I.
I arrived in Lithuania in March and was surprised to see no cooking salt or matches in the local supermarkets. I had to borrow cooking salt from my neighbours for a week’s time before it was available in the shops again. It was at that time that Alyaksandar Lukashenka, the Belarusian president, appeared on the state TV claiming he had thousands of Lithuanian nationals at his borders queueing for cooking salt, and commanded to supply the border-straddling supermarkets with necessary items. Iodine was another commodity almost unavailable in Lithuania; doctors say it might save from radiation exposure if taken orally.

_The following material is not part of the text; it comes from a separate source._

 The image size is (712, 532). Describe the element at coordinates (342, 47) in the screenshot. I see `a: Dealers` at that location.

April was a pretty quiet month in the Baltic States, although the three countries suffered a panic attack right before 9 May, Russia’s Victory Day, when Putin was expected to either announce full mobilisation in his country or launch a series of nuclear strikes on Europe. Provocative acts were expected in Riga, Latvia’s capital, and it is fair to say such expectations were not baseless. There was tension over the Soviet Victory Memorial when the Russian-speaking city residents turned their floral offerings into a political move while the local authorities removed the flowers with a bulldozer. In the meantime, some of my acquaintances who live in London must have fallen for the Russian nuclear missile propaganda and went up north to Yorkshire or even Scotland for a few days. A discussion to restore the public bomb shelter system established in the times of WW2 and the Cold War aroused in Germany as the Ukraine War began. There is a huge bunker trend now in both Europe and the US: the demand for private bomb shelters at a cost between $50,000 and $1 million has grown enormously.

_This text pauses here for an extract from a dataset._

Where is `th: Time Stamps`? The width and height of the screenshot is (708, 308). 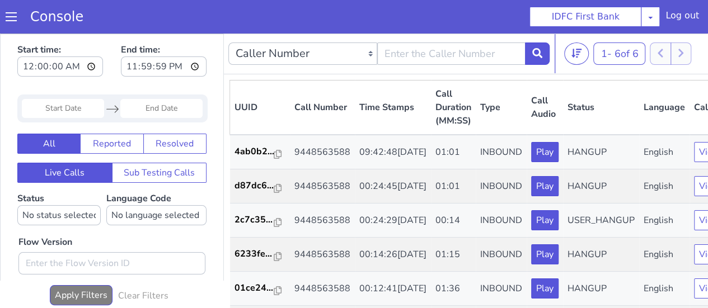 th: Time Stamps is located at coordinates (393, 74).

One may smile upon the Westerners’ nuclear paranoia, but there is no denying that the Ukraine War has got the world shivering badly since a very long time. Neither the Iraq War nor the 1990s Yugoslav Wars had such a deep systemic impact on the world’s population. The US President Joe Biden blames Russia for the highest inflation in 40 years. “Putin’s Price Hike hit hard in May here and around the world: high gas prices at the pump, energy, and food prices accounted for around half of the monthly price increases, and gas pump prices are up by $2 a gallon in many places since Russian troops began to threaten Ukraine” he said on 10 June. Putin was pleased to respond to this, saying: “They are already naming the new price hike after me, despite the fact that we have nothing to do with it.” This is exactly how he reacted to the 2014 Donbas crisis before. Or, as the Putin-inspired character in Vladimir Sorokin’s Doktor Garin novel constantly says, “this wasn’t me.”